I have for example the following matrix B which is stored in COO and CSR format (retrieved from the non-symetric example here). Could you please suggest an efficient c++ way to apply the matlab sum(B,2)
function using the coo
or csr
(or both) storing format? Because it is quit possible to work with large arrays can we do that using parallel programming (omp or CUDA (e.g, thrust))?
Any algorithmic or library based suggestions are highly appreciated. Thank you!
PS: Code to construct a sparse matrix and get the CSR
coordinates can be found for example in the answer of this post.
COO format: CSR format:
row_index col_index value columns row_index value
1 1 1 0 0 1
1 2 -1 1 3 -1
1 3 -3 3 5 -3
2 1 -2 0 8 -2
2 2 5 1 11 5
3 3 4 2 13 4
3 4 6 3 6
3 5 4 4 4
4 1 -4 0 -4
4 3 2 2 2
4 4 7 3 7
5 2 8 1 8
5 5 -5 4 -5
For COO its pretty simple:
struct MatrixEntry {
size_t row;
size_t col;
int value;
};
std::vector<MatrixEntry> matrix = {
{ 1, 1, 1 },
{ 1, 2, -1 },
{ 1, 3, -3 },
{ 2, 1, -2 },
{ 2, 2, 5 },
{ 3, 3, 4 },
{ 3, 4, 6 },
{ 3, 5, 4 },
{ 4, 1, -4 },
{ 4, 3, 2 },
{ 4, 4, 7 },
{ 5, 2, 8 },
{ 5, 5, -5 },
};
std::vector<int> sum(5);
for (const auto& e : matrix) {
sum[e.row-1] += e.value;
}
and for large matrixes you can just split up the for loop into multiple smaller ranges and add the results at the end.
If you only need the sum of each row (and not columwise) CSR is also straight forward (and even more efficient):
std::vector<int> row_idx = { 0, 3, 5, 8, 11, 13 };
std::vector<int> value = { 1, -1, -3, -2, 5, 4, 6, 4, -4, 2, 7, 8, -5 };
std::vector<int> sum(5);
for(size_t i = 0; i < row_idx.size()-1; ++i) {
sum[i] = std::accumulate(value.begin() + row_idx[i], value.begin() + row_idx[i + 1], 0);
}
Again, for parallelism you can simply split up the loop.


Your task is to filter the data below down to the lines holding "chart".

# # # #

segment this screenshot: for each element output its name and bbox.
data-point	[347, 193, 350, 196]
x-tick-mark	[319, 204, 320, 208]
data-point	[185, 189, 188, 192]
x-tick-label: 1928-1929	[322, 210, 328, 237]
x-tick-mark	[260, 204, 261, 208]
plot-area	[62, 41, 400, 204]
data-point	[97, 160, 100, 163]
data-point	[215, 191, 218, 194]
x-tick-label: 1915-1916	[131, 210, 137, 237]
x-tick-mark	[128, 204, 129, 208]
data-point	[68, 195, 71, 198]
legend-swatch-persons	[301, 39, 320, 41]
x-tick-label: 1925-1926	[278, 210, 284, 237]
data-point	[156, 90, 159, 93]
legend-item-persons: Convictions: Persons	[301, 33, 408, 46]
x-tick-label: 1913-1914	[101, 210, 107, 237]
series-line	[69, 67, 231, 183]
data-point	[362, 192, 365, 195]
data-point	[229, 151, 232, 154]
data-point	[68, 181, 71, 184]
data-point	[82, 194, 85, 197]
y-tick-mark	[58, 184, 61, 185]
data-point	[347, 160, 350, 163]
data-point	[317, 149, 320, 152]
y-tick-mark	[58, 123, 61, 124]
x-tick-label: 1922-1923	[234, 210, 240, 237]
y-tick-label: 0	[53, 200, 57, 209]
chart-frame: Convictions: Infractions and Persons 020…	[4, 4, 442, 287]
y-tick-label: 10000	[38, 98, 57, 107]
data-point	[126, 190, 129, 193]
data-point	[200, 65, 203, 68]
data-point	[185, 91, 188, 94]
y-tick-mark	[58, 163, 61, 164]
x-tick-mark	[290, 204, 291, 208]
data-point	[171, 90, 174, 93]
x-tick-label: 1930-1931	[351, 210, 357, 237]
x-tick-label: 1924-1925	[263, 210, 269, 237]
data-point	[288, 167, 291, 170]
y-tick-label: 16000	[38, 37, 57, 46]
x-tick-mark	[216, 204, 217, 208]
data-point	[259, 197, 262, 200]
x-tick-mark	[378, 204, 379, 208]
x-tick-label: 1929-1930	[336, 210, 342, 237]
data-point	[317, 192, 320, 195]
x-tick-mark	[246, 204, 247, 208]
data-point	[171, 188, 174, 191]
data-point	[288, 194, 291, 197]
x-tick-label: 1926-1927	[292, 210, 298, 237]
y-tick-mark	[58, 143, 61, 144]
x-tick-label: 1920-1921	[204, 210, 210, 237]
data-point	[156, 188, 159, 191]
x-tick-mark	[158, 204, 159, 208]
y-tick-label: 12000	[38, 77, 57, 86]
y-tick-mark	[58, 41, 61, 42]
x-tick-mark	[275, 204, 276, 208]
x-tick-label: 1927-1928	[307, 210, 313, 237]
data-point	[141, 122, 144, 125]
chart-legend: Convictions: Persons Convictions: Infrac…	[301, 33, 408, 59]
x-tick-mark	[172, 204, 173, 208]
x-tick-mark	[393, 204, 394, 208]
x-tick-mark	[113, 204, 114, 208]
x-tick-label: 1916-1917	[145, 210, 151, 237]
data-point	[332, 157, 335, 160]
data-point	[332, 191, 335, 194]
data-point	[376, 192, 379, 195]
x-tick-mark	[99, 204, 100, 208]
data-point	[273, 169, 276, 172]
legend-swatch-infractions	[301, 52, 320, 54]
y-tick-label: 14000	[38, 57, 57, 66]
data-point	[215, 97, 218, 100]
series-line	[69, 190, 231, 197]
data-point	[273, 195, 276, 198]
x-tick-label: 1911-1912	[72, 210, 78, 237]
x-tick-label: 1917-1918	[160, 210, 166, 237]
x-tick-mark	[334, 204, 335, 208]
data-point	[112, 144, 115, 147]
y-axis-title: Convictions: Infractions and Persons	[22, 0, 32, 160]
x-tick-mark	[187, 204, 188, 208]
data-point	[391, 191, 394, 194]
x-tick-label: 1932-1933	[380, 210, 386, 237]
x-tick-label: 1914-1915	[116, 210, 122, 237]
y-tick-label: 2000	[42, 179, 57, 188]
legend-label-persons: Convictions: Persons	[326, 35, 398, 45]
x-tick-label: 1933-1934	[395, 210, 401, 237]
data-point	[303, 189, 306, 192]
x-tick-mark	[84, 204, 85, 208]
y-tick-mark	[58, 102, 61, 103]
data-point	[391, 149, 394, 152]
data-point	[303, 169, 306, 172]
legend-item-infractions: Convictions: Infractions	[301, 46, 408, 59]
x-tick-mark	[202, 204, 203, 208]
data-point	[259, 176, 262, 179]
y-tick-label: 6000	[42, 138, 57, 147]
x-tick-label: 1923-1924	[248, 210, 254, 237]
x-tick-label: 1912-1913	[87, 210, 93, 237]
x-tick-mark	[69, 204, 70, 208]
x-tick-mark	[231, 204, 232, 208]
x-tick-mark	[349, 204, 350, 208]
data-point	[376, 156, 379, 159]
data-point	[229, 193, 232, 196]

# # # #

_Result below:_
chart-frame: Convictions: Infractions and Persons 020…	[4, 4, 442, 287]
chart-legend: Convictions: Persons Convictions: Infrac…	[301, 33, 408, 59]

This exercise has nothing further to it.